Motivation:
AI / ML have been progressing rapidly in the last 10 years and there is an avalanche of papers that are published in this space. Of the many papers that are published, a number of research papers have made their research codes open source which give like-minded academics as well as industry practitioners a means to build on their research. Papers With Code (https://paperswithcode.com/) is a website that tracks AI / ML papers with open source code implementation.
As a person learning about AI, I’m very curious about what are the particular search subdomains that are actively researched and published. Hence, I have designed an interactive interface to allow one to quickly filter, search and access this corpus of data. Also, I have made a couple of visualizations to give users a quick visual sense of the activity in the field.
Ps. I might have misread the assignment and spent more time designing the interactivity of the interface than the visualization as I always thought about datatables as just an alternative view to graphs. Hopefully I have designed enough into the interactivity of the main page to showcase the Shiny skills.
Data Challenges:
Design Challenge:
2. Provide step-by-step description on how the data visualization was prepared by using ggplot2 and other related R packages. (3 marks)
Step 0 - Data prep | The data was first extracted downloaded from https://paperswithcode.com/about. The “Papers with Abstract” and “Links between papers and code” jsons are loaded into pandas and joined together, cleansed and preped, creating the file ‘paperswithcode_clean.csv’ that represents the main body of the data and ‘subdomains.csv’ that represents the frequency count of each AI / ML sub domain.
Step 1: Using the “DT” library, I first create a low-fi draft presentation of the interface together with the left panel to get a sense of 1) which columns of the data table I should present to the data table will be most information and 2) get a sense if the lay-out makes sense.
First using GGplot 2, I tried to create the main visualization which is the plot of Hashtag counts by their respective count based on static data. As shown in the plot below the chart is not interactive and only shows the top 15 hashtags.
Step 2: Using the Shiny Reactive function and the “dplyr”library, I added the logic to allow UI elements to respond to user filters and selection on the fly. The 3 filter capabilities bind the values of the “Popular subdomain” dropdown, “Published Date Range” date picker and “ML Framework Used“ radio button to filter the responsive datatable
UI Logic:
Server Logic:
Step 3: Next, added another layer of detail for each research in the white space reserved below the DataTable to give users the ease of quickly getting a good overview of each paper. Furthermore, the linked information is dynamically generated based on the user’s selection within the DataTable.
Originally, I wanted to use an iframe to present the code and paper to make the entire experience more immersive and intuitive, but was not able to find a light client side workaround for the “x-frame-options” issue. There is an aggressive server side solution to pre-cache some of the research pdfs and html using a headless browser; however, as this was not the focus of the module, I didn’t implement it.
UI Logic:
Server Logic:
Step 4: Last but not least, I created a word cloud plot using the “wordcloud2” plot library and a barchart, ussing gg2plot, to present the popularity of key research topics.
UI Logic:
Server - logic:
3. The final data visualization and a short description of not more than 350 words. The description must provide at least two useful information revealed by the data visualization. (4 marks)
33,616 papers with open source codes are analyzed for this visualization and data exploration. Build with data from: https://paperswithcode.com/
The final visualization consists of 2 key components.
(Observation 1 / Component 1) In the word cloud component, we can have a very visual sense of which are the most popular AI research topics. In this case, we can see “Question Answering”, “Language Modelling”, “Speech Recognition”, “Word Embedding”, etc are some of the AI Subdomains that have a very high frequency. Only from this visualization can we see that these are topics that are in the subset of Natural Language processing. On mouse over, we can see that there are 752 papers that are in the domain of “Question Answering”. We can also see that other sub-fields are less represented.
(Observation 2 / Component 2) In the second DataTable component, for example, I am very interested in tensorflow as a framework because I’m familiar with it and I wanted to know what are the “Semantic Segmentation” code bases available for me to experiment and use. I can first set the filter in (A). With the filters (B) will show only all the relevant papers and I can see that there are 268 papers with code written on this (B*). By clicking on the paper that I’m interested in, more details are displayed below.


- **Work item**:
The data must be reproduced verbatim; images are to be omitted.

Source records
BEGIN

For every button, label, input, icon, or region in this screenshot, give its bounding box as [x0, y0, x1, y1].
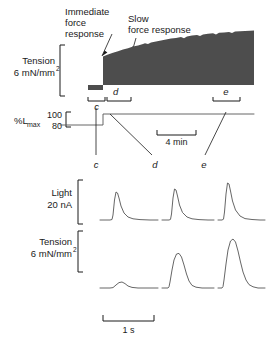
length-tick-high: 100 — [47, 110, 62, 120]
leader-label-d: d — [152, 159, 158, 170]
length-tick-low: 80 — [52, 121, 62, 131]
annotation-immediate-line1: Immediate — [65, 6, 109, 17]
bracket-label-e: e — [223, 86, 228, 97]
tension-top-label-line2: 6 mN/mm — [14, 67, 55, 78]
bracket-label-c: c — [94, 101, 99, 112]
bracket-label-d: d — [113, 86, 119, 97]
scalebar-1s-label: 1 s — [122, 325, 135, 335]
tension-top-label-exponent: 2 — [56, 65, 60, 72]
scalebar-4min-label: 4 min — [165, 137, 187, 147]
leader-label-c: c — [94, 159, 99, 170]
light-label-line1: Light — [51, 187, 72, 198]
annotation-immediate-line3: response — [65, 28, 104, 39]
tension-top-baseline-bar — [88, 85, 103, 90]
length-label-main: %L — [14, 115, 28, 126]
tension-top-label-line1: Tension — [22, 55, 55, 66]
annotation-slow-line2: force response — [128, 24, 191, 35]
annotation-immediate-line2: force — [65, 17, 86, 28]
light-label-line2: 20 nA — [47, 199, 72, 210]
figure-canvas: Immediate force response Slow force resp… — [0, 0, 278, 345]
leader-label-e: e — [201, 159, 206, 170]
tension-bottom-label-line1: Tension — [39, 236, 72, 247]
annotation-slow-line1: Slow — [128, 13, 149, 24]
length-label-sub: max — [27, 121, 41, 128]
tension-bottom-label-exponent: 2 — [73, 246, 77, 253]
tension-bottom-label-line2: 6 mN/mm — [31, 248, 72, 259]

END

- **Answer section**:
For every button, label, input, icon, or region in this screenshot, give its bounding box as [x0, y0, x1, y1].
length-tick-high: 100 — [47, 110, 62, 120]
leader-label-d: d — [152, 159, 158, 170]
length-tick-low: 80 — [52, 121, 62, 131]
annotation-immediate-line1: Immediate — [65, 6, 109, 17]
bracket-label-e: e — [223, 86, 228, 97]
tension-top-label-line2: 6 mN/mm — [14, 67, 55, 78]
bracket-label-c: c — [94, 101, 99, 112]
bracket-label-d: d — [113, 86, 119, 97]
scalebar-1s-label: 1 s — [122, 325, 135, 335]
tension-top-label-exponent: 2 — [56, 65, 60, 72]
scalebar-4min-label: 4 min — [165, 137, 187, 147]
leader-label-c: c — [94, 159, 99, 170]
light-label-line1: Light — [51, 187, 72, 198]
annotation-immediate-line3: response — [65, 28, 104, 39]
tension-top-baseline-bar — [88, 85, 103, 90]
length-label-main: %L — [14, 115, 28, 126]
tension-top-label-line1: Tension — [22, 55, 55, 66]
annotation-slow-line2: force response — [128, 24, 191, 35]
annotation-immediate-line2: force — [65, 17, 86, 28]
light-label-line2: 20 nA — [47, 199, 72, 210]
figure-canvas: Immediate force response Slow force resp… — [0, 0, 278, 345]
leader-label-e: e — [201, 159, 206, 170]
tension-bottom-label-line1: Tension — [39, 236, 72, 247]
annotation-slow-line1: Slow — [128, 13, 149, 24]
length-label-sub: max — [27, 121, 41, 128]
tension-bottom-label-exponent: 2 — [73, 246, 77, 253]
tension-bottom-label-line2: 6 mN/mm — [31, 248, 72, 259]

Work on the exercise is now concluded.